The clouds that have been missing here for most of the summer come back into our skies. Great, lush cumulus and stratocumulus build, gather and tower along the mountain ridges to our north. There are days of wispy mare’s tails to watch as they evanesce.
Being with my own “off-the-continuum” sense about the whole 9/11 tragedy.
Such strange, troubled and troubling times these are, with as many ways of responding to the awful realities of these past weeks as there are people responding to them. My own earliest responses were kind of surprising and atypical for me.
Letting in and being with the awfulness of the terrorist attacks of 9/11.
Tuesday morning, when I came into my cottage from the screened tent that serves as my sleeping womb, there was a somber message on the answering machine from my early-rising friend Barbara: “Things are not healthy in this world you’re waking up to today,” she said.
The joys and sometime struggles of living in a very small, still safe little town.
In the heat of the days I am reading endlessly, napping prodigiously and dreamily drifting on my shaggy rug under my wonderful ceiling fan, in my hammock or on my swing (each under their separate trees).
Full summer arrives, my car is broken into and I am struggling with the push pull between luscious hibernation and the visit of a friend that I dearly love.
With June and the approach of Solstice, Ojai moves into its season of extreme, dry heat and I move into a kind of semi-hibernation. Walking to my neighborhood creeks and hiking in the mountains become nighttime meanders by moon or starlight.
Resting deeply and feeling the richness and value of rest.

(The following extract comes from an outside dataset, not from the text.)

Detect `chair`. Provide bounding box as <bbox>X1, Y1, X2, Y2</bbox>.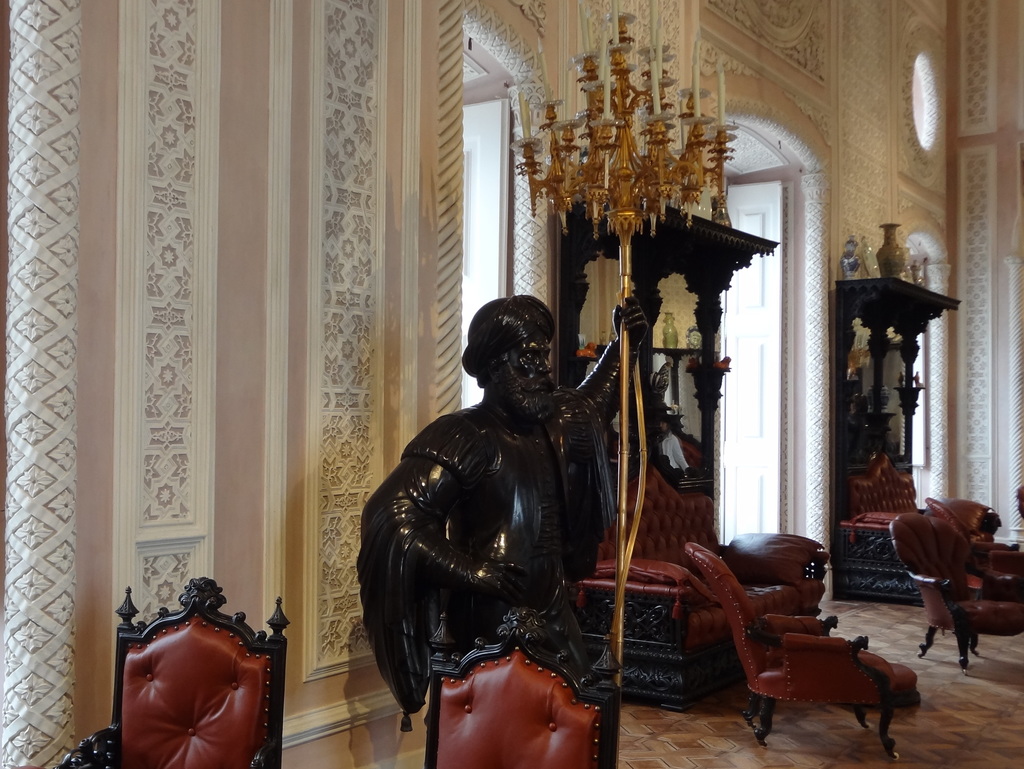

I’ve been resting so deeply all month: napping, reading, drifting in my hammock, walking in the mountains and through the orange groves at night to sit by streams in the starlight, sleeping longer hours. It feels as though I’ve come home after a long sojourn in another world!
Spring comes to Ojai and I am reclaiming the still/empty spaces after a long season of busyness.
This extraordinary valley in which I live is in the fullness of its springtime magnificence: the hills and mountains uncountable shades of green (born of the winter rains and destined to be turned, quite soon, to the browns and golds of summer); the wildflowers at their seasonal peak–poppies, lupine, mustard, monkey flower, wild hyacinth, ceanothus, nightshades, wild peony, and endless others whose names I don’t yet know.
Getting ready for a trip and dealing with the challenges to honoring my own needs.
It’s been such an intense January!!! I was particularly possessed with all my usual January “changing over to the new year” rituals.